One of the biggest mindset shifts is learning to treat AI as a teammate. Too often I hear, “I tried the AI, but the recommendations weren’t useful, so I turned it off.”

In response, I challenge people to change their thinking. If a graduate or new starter joined your team and their first idea wasn’t right, you wouldn’t exclude them from future meetings. You’d coach them, provide feedback and help them understand the contexts and nuances that you’ve learnt from experience.

The same applies to AI. Without feedback, it will never improve. With guidance, it can deliver increasing levels of value.

And it can help you with your own training. When you get to the desired result after numerous prompts, try asking your LLM, “How could I have asked this in a different way to get the same outcome faster?”

Taking Responsibility for Your New Power

Building AI muscle isn’t only about technical skills. It’s also about understanding how to avoid a clever AI tool breaching ethical standards, privacy or trust.
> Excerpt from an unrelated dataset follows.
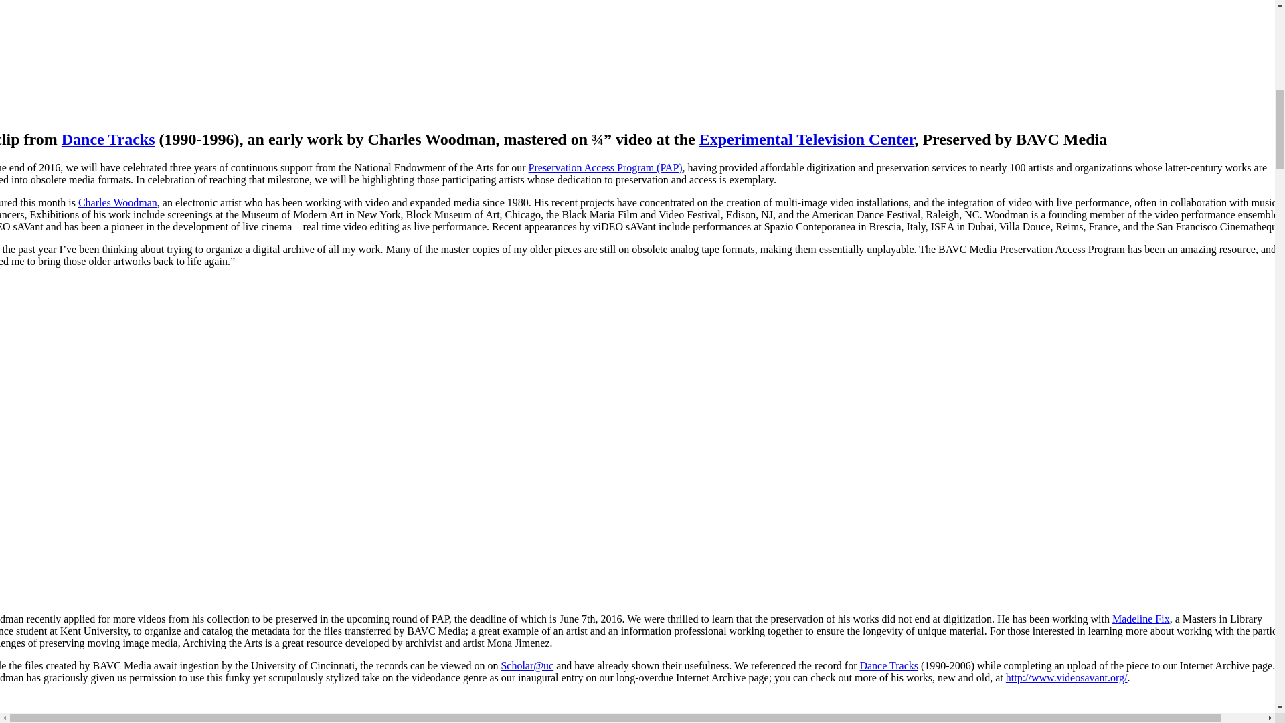 The height and width of the screenshot is (723, 1285). Describe the element at coordinates (1140, 618) in the screenshot. I see `Madeline Fix` at that location.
And those in the public sector have an added duty of care.

At the Public Sector Network’s recent Local Council Roundtable, one of the key questions raised was: Do we have the public’s buy-in and consent to even play in this space? As custodians of public trust, we need to ensure that AI is deployed in ways that are transparent, fair and responsible.

That means making sure your agency has guardrails in place, being clear on when and how AI should be used, and asking the right questions before rolling out internal or citizen-facing tools. The Standard for AI transparency statements provide guidelines to support our decision making in this space.
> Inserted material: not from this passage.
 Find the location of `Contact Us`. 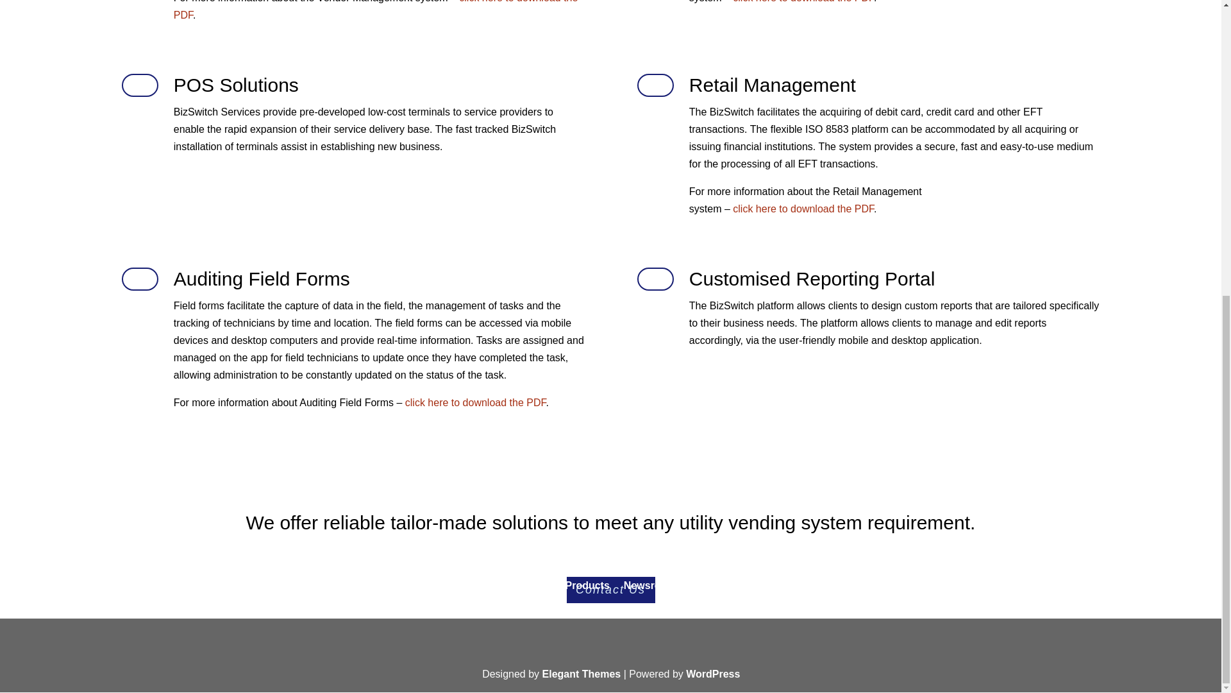

Contact Us is located at coordinates (725, 586).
These early steps may feel small, but they build your ability and confidence to take on larger challenges.

Small Steps You Can Take Today

If training for a marathon starts with a walk around the block, then AI adoption starts with small, low-risk experiments. You and your team might like to:

  • Listen to podcasts. Some of my favourites are: The AI in Business Podcast to discover how organisations are applying AI across the front, middle and back office, or the Workday Podcast – available on Apple and Spotify – to understand how organisation are more broadly building transformation capabilities.
  • Take advantage of free and low-cost training from the APS, professional bodies like CAANZ or our Workday AI Masterclass series.
  • Understand your agency reporting obligations by leveraging learning and policies published by the Digital Transformation Agency, or your relevant state or local government policy and framework.
  • Share what you learn with your team as you practice with non-consequential outcomes and available tools.
  • Establish cross-agency networks to share learnings and avoid reinventing the wheel.
  • Use existing government frameworks and standards to guide safe and responsible practice.

These early steps may feel small, but they build your ability and confidence to take on larger challenges. It might seem a strange way to go about acquiring a career-defining capability but, as Einstein said, “You can’t use an old map to explore a new world.” And we’re in a new world now – where even learning is different and ongoing.

Little and Often Lead to Progress

Anyone who’s trained for a marathon (or any sort of endurance activity) knows that consistency matters more than speed. The same is true for AI. There are no short cuts to mastery. But if we keep practicing and learning, we will rapidly acquire the skills to make ever more sophisticated use of these powerful tools.

As AI-powered services become standard practice, each public servant has a role to play: to build our own AI muscle, to support our teams to do so, and to act as responsible custodians on behalf of the communities we serve.

While the task may seem daunting, the prize for getting to the finish line – a more capable, efficient, and citizen-centred public service – is well worth the training effort.

* You can view my presentation and others like it at the APS Members Community Platform.